Joan Walker, Professor in the Department of Civil and Environmental Engineering and GMS core faculty member, will begin a 3-year term as GMS Co-Director. She joins continuing Co-Director Matt Kondolf, as Co-Director Alison Post steps down at the end of her 3-year term. Professor Walker’s research focus is behavioral modeling, with an expertise in discrete…
We are pleased to welcome our newest GMS core faculty member, Sai Balakrishnan. Balakrishnan has served as Assistant Professor of Urban Planning at Harvard University’s Graduate School of Design since 2015. Through her research and teaching, Balakrishnan focuses on processes of urbanization and planning institutions in the global south, and on the spatial politics of…
Daniel Kammen’s editorial, “How electric vehicles can help advance social justice,” was featured in the June 21 edition of the San Francisco Chronicle. Kammen explores Lyft’s commitment to transition to 100% electric vehicles by 2030.
GMS Professor Brandi Thompson Summers’ editorial, “We need action to accompany art,” was featured in the Boston Globe. She discusses the disparity between symbolism and the structural and policy reforms needed to address systemic racism in the United States.
GMS faculty affiliates Daniel Chatman (DCRP), Karen Frick (DCRP), Daniel Rodriguez (DCRP) and GMS core faculty member Joan Walker (CEE) have been awarded a CITRIS seed grant to investigate factors affecting compliance with shelter-in-place orders instituted in response to the Covid-19 pandemic. In their study, “Social distancing and sheltering in place: Using a nationwide smartphone…
Co-Directors Matt Kondolf and Alison Post are pleased to announce the release of the GMS Annual Report for the 2019-2020 academic year.
GMS Professor Brandi Thompson Summers’ editorial, “What Black America Knows About Quarantine,” was featured in The New York Times. She discusses race and spatial inequality in the context of the COVID-19 pandemic and Ahmaud Arbery’s murder in Glynn County, GA.
GMS Professor Brandi Thompson Summers delivered a talk on her book, Black in Place: The Spatial Aesthetics of Race in a Post-Chocolate City, as a Next City webinar on April 29. Proceeds from the talk went towards Next City’s Urban Affairs Journalism Fellowship Program.
Congratulations to Daniel Kammen, Faculty Affiliate and member of the Global Metropolitan Studies Executive Committee, for being elected to the prestigious American Academy of Arts and Sciences! He is one of nine Berkeley faculty to join the AAAS this year.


* **What is needed**
Repeat the records exactly, with one exception: no images.
Task input section start
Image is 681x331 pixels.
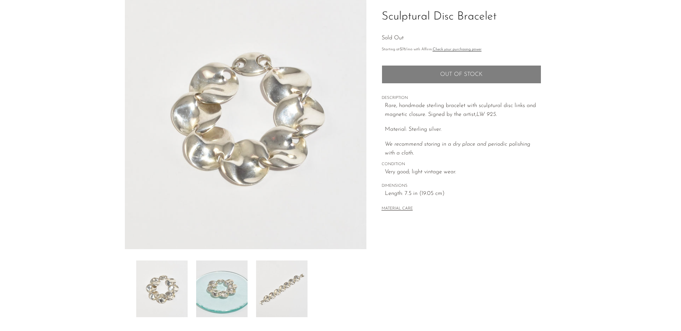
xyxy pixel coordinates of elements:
[382,161,541,168] span: CONDITION
[440,71,482,78] span: Out of stock
[196,261,248,317] img: Sculptural Disc Bracelet
[382,8,541,26] h1: Sculptural Disc Bracelet
[256,261,307,317] img: Sculptural Disc Bracelet
[385,141,530,156] i: We recommend storing in a dry place and periodic polishing with a cloth.
[385,101,541,120] p: Rare, handmade sterling bracelet with sculptural disc links and magnetic closure. Signed by the a...
[382,46,541,53] p: Starting at /mo with Affirm.
[382,183,541,189] span: DIMENSIONS
[382,65,541,84] button: Add to cart
[385,189,541,199] span: Length: 7.5 in (19.05 cm)
[476,112,497,117] em: LW 925.
[382,206,413,212] button: MATERIAL CARE
[385,168,541,177] span: Very good; light vintage wear.
[136,261,188,317] img: Sculptural Disc Bracelet
[382,95,541,101] span: DESCRIPTION
[385,125,541,134] p: Material: Sterling silver.
[433,48,482,51] a: Check your purchasing power - Learn more about Affirm Financing (opens in modal)
[382,35,404,41] span: Sold Out
[400,48,406,51] span: $78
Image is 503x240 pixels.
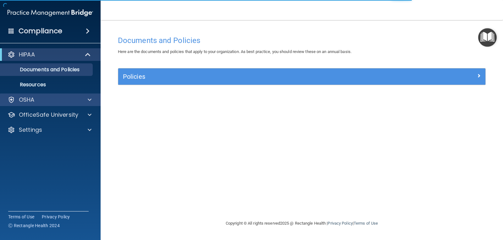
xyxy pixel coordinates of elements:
a: Privacy Policy [42,214,70,220]
p: OSHA [19,96,35,104]
p: OfficeSafe University [19,111,78,119]
button: Open Resource Center [478,28,497,47]
h5: Policies [123,73,389,80]
img: PMB logo [8,7,93,19]
a: OfficeSafe University [8,111,91,119]
p: Documents and Policies [4,67,90,73]
h4: Documents and Policies [118,36,486,45]
a: HIPAA [8,51,91,58]
span: Ⓒ Rectangle Health 2024 [8,223,60,229]
a: Terms of Use [8,214,34,220]
span: Here are the documents and policies that apply to your organization. As best practice, you should... [118,49,351,54]
a: Privacy Policy [328,221,352,226]
a: Terms of Use [354,221,378,226]
iframe: Drift Widget Chat Controller [394,196,495,221]
a: Settings [8,126,91,134]
div: Copyright © All rights reserved 2025 @ Rectangle Health | | [187,214,417,234]
h4: Compliance [19,27,62,36]
p: Settings [19,126,42,134]
a: Policies [123,72,481,82]
a: OSHA [8,96,91,104]
p: Resources [4,82,90,88]
p: HIPAA [19,51,35,58]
Task input section end
* **Written response**
Image is 681x331 pixels.
xyxy pixel coordinates of elements:
[382,161,541,168] span: CONDITION
[440,71,482,78] span: Out of stock
[196,261,248,317] img: Sculptural Disc Bracelet
[382,8,541,26] h1: Sculptural Disc Bracelet
[256,261,307,317] img: Sculptural Disc Bracelet
[385,141,530,156] i: We recommend storing in a dry place and periodic polishing with a cloth.
[385,101,541,120] p: Rare, handmade sterling bracelet with sculptural disc links and magnetic closure. Signed by the a...
[382,46,541,53] p: Starting at /mo with Affirm.
[382,183,541,189] span: DIMENSIONS
[382,65,541,84] button: Add to cart
[385,189,541,199] span: Length: 7.5 in (19.05 cm)
[476,112,497,117] em: LW 925.
[382,206,413,212] button: MATERIAL CARE
[385,168,541,177] span: Very good; light vintage wear.
[136,261,188,317] img: Sculptural Disc Bracelet
[382,95,541,101] span: DESCRIPTION
[385,125,541,134] p: Material: Sterling silver.
[433,48,482,51] a: Check your purchasing power - Learn more about Affirm Financing (opens in modal)
[382,35,404,41] span: Sold Out
[400,48,406,51] span: $78
Image is 503x240 pixels.
xyxy pixel coordinates of elements:
a: Privacy Policy [42,214,70,220]
p: OSHA [19,96,35,104]
p: OfficeSafe University [19,111,78,119]
button: Open Resource Center [478,28,497,47]
h5: Policies [123,73,389,80]
img: PMB logo [8,7,93,19]
a: OfficeSafe University [8,111,91,119]
p: Documents and Policies [4,67,90,73]
h4: Documents and Policies [118,36,486,45]
a: HIPAA [8,51,91,58]
span: Ⓒ Rectangle Health 2024 [8,223,60,229]
a: Terms of Use [8,214,34,220]
span: Here are the documents and policies that apply to your organization. As best practice, you should... [118,49,351,54]
a: Privacy Policy [328,221,352,226]
a: Terms of Use [354,221,378,226]
iframe: Drift Widget Chat Controller [394,196,495,221]
a: Settings [8,126,91,134]
div: Copyright © All rights reserved 2025 @ Rectangle Health | | [187,214,417,234]
h4: Compliance [19,27,62,36]
p: Settings [19,126,42,134]
a: Policies [123,72,481,82]
a: OSHA [8,96,91,104]
p: Resources [4,82,90,88]
p: HIPAA [19,51,35,58]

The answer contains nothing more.